Do I need to mark areas of my photo before transferring the color grade?
No. Just upload your photo, add the reference image via '+ Add reference image,' then type 'transfer the color grading from the reference image.' The AI reads the full palette and mood from the reference and applies it globally to your photo — no selection tools or area marking needed. Only use markers if you want to correct a specific zone after the first result.
How do I transfer a color grade from one photo to another for free?
EditThisPic lets you transfer color grades between photos free with no account or signup. Upload your destination photo, click '+ Add reference image' to upload the photo whose color grade you want to copy, type 'transfer the color grading and mood from the reference image,' and hit edit. The result downloads without a watermark. One free edit per week, or purchase credits for more.
Can the reference image be a different subject than my photo?
Yes. The AI reads the color palette, tonal distribution, contrast, and mood from the reference — not the content. You can use a landscape photo's tones on a portrait, or a film still's grade on a food photo. The reference image just needs to clearly show the color style you want to replicate.
Is there a free tool to match color grading between photos without Lightroom?
Yes. EditThisPic matches color grading between photos using AI — no Lightroom, no Photoshop, no presets required. Instead of manually adjusting HSL sliders and tone curves, you just upload the photo whose grade you want to copy as a reference image, describe the transfer, and the AI handles the entire matching process. Free to try, no account needed.
How do I make all my photos the same color tone for a consistent feed?
Edit one photo until the color grade looks exactly how you want, then use that photo as the reference image for all your other photos. Upload each ungraded photo, add the edited one as the reference, and type 'match the color grading from the reference image.' This gives you consistent tones across your feed without creating or buying a preset.
Can I copy a color grade from an Instagram photo?
Yes. Save or screenshot the Instagram photo with the color style you want, upload it as your reference image, and type 'transfer the color palette and mood from the reference image.' The AI reads the aesthetic directly from the photo — warm tones, faded look, dark and moody, bright and airy — and applies it to your photo.
What's the best way to transfer a cinematic or film look from a movie still?
Use a clean still from the film — a frame where the color grade is clearly visible with good subject and background separation. Upload it as your reference, then describe the specific characteristics: 'transfer the teal shadows, warm orange highlights, and cinematic contrast from the reference image.' Being specific about the grade components (shadow color, highlight warmth, contrast level) produces better results than a generic transfer instruction.
Will the color transfer work if my photo and the reference have very different lighting?
Yes, though large lighting differences (indoor vs. outdoor, day vs. night) may require a more detailed prompt. Describe what you want to carry over: 'match the warm highlight tone and shadow color from the reference, even though the overall brightness is different.' The AI adapts the grade to your image's actual exposure rather than trying to change the brightness.
Can I transfer only part of the color grade — like just the shadows or just the warmth?
Yes. Describe which elements you want to transfer: 'copy only the shadow tones from the reference, keeping the highlights and midtones from the original photo' or 'transfer the warm highlights from the reference but leave the shadows alone.' This gives you fine control over selective grade matching without a full transfer.
What is the best free AI tool for matching color between photos?
EditThisPic is built for two-image operations like color grade transfer. You upload your photo and a reference image, describe the transfer, and the AI matches the palette, tones, and mood directly from the reference in about 30 seconds. It's free with no account required — no complex curves or HSL panels needed.
Does this work for product photography or just portraits?
It works on any photo type: portraits, landscapes, product shots, food photography, street photography, architecture. The AI reads the reference palette and applies it to whatever subject is in your photo. For product photography, it's especially useful for keeping color consistent across a catalog shot under different conditions.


**Assignment**.
The entries below are to be returned as written, with all pictures dropped.

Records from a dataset

****

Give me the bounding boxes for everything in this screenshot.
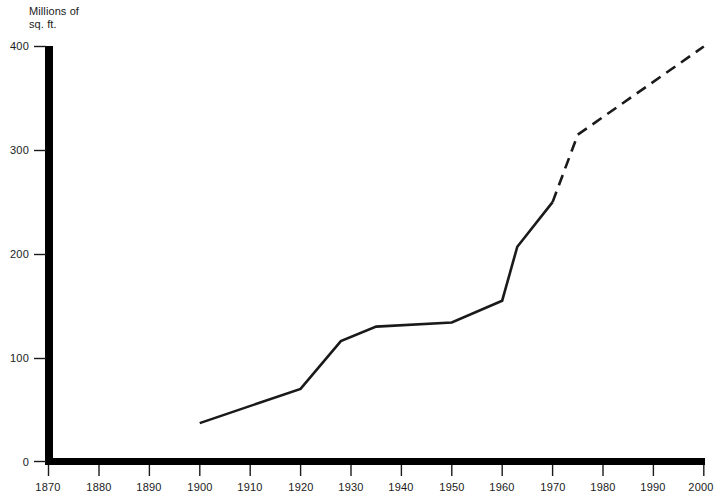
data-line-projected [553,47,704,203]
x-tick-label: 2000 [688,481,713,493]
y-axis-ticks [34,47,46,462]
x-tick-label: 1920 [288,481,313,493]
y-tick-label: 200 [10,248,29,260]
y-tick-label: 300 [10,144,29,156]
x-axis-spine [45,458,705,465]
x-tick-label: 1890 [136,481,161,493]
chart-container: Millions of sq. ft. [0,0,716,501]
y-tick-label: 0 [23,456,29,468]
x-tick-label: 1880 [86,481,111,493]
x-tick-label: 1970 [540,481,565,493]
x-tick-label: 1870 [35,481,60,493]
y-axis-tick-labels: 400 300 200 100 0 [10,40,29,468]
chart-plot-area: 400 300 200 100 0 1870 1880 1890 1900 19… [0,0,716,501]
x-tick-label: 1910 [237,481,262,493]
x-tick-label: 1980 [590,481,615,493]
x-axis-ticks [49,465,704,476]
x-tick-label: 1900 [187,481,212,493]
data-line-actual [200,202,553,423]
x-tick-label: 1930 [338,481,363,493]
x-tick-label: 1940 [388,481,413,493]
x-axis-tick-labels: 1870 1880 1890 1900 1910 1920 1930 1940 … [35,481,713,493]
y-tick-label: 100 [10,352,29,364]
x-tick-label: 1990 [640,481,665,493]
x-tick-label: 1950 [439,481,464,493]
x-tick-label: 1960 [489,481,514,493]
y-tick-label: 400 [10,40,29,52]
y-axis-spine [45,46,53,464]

****

**Reply**.
Give me the bounding boxes for everything in this screenshot.
data-line-projected [553,47,704,203]
x-tick-label: 2000 [688,481,713,493]
y-axis-ticks [34,47,46,462]
x-tick-label: 1920 [288,481,313,493]
y-tick-label: 200 [10,248,29,260]
y-tick-label: 300 [10,144,29,156]
x-axis-spine [45,458,705,465]
x-tick-label: 1890 [136,481,161,493]
chart-container: Millions of sq. ft. [0,0,716,501]
y-tick-label: 0 [23,456,29,468]
x-tick-label: 1880 [86,481,111,493]
x-tick-label: 1970 [540,481,565,493]
x-tick-label: 1870 [35,481,60,493]
y-axis-tick-labels: 400 300 200 100 0 [10,40,29,468]
chart-plot-area: 400 300 200 100 0 1870 1880 1890 1900 19… [0,0,716,501]
x-tick-label: 1910 [237,481,262,493]
x-tick-label: 1980 [590,481,615,493]
x-axis-ticks [49,465,704,476]
x-tick-label: 1900 [187,481,212,493]
data-line-actual [200,202,553,423]
x-tick-label: 1930 [338,481,363,493]
x-tick-label: 1940 [388,481,413,493]
x-axis-tick-labels: 1870 1880 1890 1900 1910 1920 1930 1940 … [35,481,713,493]
y-tick-label: 100 [10,352,29,364]
x-tick-label: 1990 [640,481,665,493]
x-tick-label: 1950 [439,481,464,493]
x-tick-label: 1960 [489,481,514,493]
y-tick-label: 400 [10,40,29,52]
y-axis-spine [45,46,53,464]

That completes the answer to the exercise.